ABR designed a new neural network called the Legendre Memory Unit (LMU). With LMU, on-device AI tasks – such as those on speech-enabled devices like wearables, smartphones, and smart speakers – can take up to 94 percent less power.

The reduction in power consumption achieved through LMU will be particularly beneficial to smaller form-factor devices such as smartwatches; which struggle with small batteries. IoT devices which carry out AI tasks – but may have to last months, if not years, before they’re replaced – should also benefit.

LMU is described as a Recurrent Neural Network (RNN) which enables lower power and more accurate processing of time-varying signals.

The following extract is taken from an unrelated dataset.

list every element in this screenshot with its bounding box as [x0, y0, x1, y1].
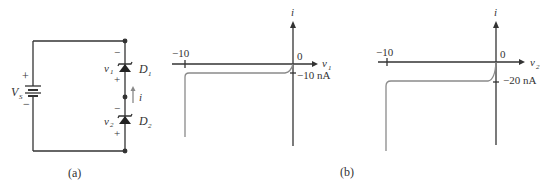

ABR says the LMU can be used to build AI networks for all time-varying tasks—such as speech processing, video analysis, sensor monitoring, and control systems.

The AI industry’s current go-to model is the Long-Short-Term-Memory (LSTM) network. LSTM was first proposed back in 1995 and is used for most popular speech recognition and translation services today like those from Google, Amazon, Facebook, and Microsoft.

Last year, researchers from the University of Waterloo debuted LMU as an alternative RNN to LSTM. Those researchers went on to form ABR, which now consists of 20 employees.

Peter Suma, co-CEO of Applied Brain Research, said in an email:

“We are a University of Waterloo spinout from the Theoretical Neuroscience Lab at UW. We looked at how the brain processes signals in time and created an algorithm based on how “time-cells” in your brain work.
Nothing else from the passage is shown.